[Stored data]

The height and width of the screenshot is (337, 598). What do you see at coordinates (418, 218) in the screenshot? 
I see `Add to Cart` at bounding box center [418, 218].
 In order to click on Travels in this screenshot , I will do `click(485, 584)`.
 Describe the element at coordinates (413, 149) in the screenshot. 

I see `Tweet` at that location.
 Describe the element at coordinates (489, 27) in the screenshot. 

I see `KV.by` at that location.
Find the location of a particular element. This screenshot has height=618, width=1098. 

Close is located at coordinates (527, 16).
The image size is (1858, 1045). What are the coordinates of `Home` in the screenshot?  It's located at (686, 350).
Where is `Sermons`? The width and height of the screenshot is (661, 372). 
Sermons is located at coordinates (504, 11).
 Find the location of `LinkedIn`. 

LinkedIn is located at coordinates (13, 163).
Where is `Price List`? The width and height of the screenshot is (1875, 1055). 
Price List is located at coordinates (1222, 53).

[Problem statement] Give back the data exactly.

[Exercise response]
The height and width of the screenshot is (337, 598). What do you see at coordinates (418, 218) in the screenshot? 
I see `Add to Cart` at bounding box center [418, 218].
 In order to click on Travels in this screenshot , I will do `click(485, 584)`.
 Describe the element at coordinates (413, 149) in the screenshot. 

I see `Tweet` at that location.
 Describe the element at coordinates (489, 27) in the screenshot. 

I see `KV.by` at that location.
Find the location of a particular element. This screenshot has height=618, width=1098. 

Close is located at coordinates (527, 16).
The image size is (1858, 1045). What are the coordinates of `Home` in the screenshot?  It's located at (686, 350).
Where is `Sermons`? The width and height of the screenshot is (661, 372). 
Sermons is located at coordinates (504, 11).
 Find the location of `LinkedIn`. 

LinkedIn is located at coordinates (13, 163).
Where is `Price List`? The width and height of the screenshot is (1875, 1055). 
Price List is located at coordinates (1222, 53).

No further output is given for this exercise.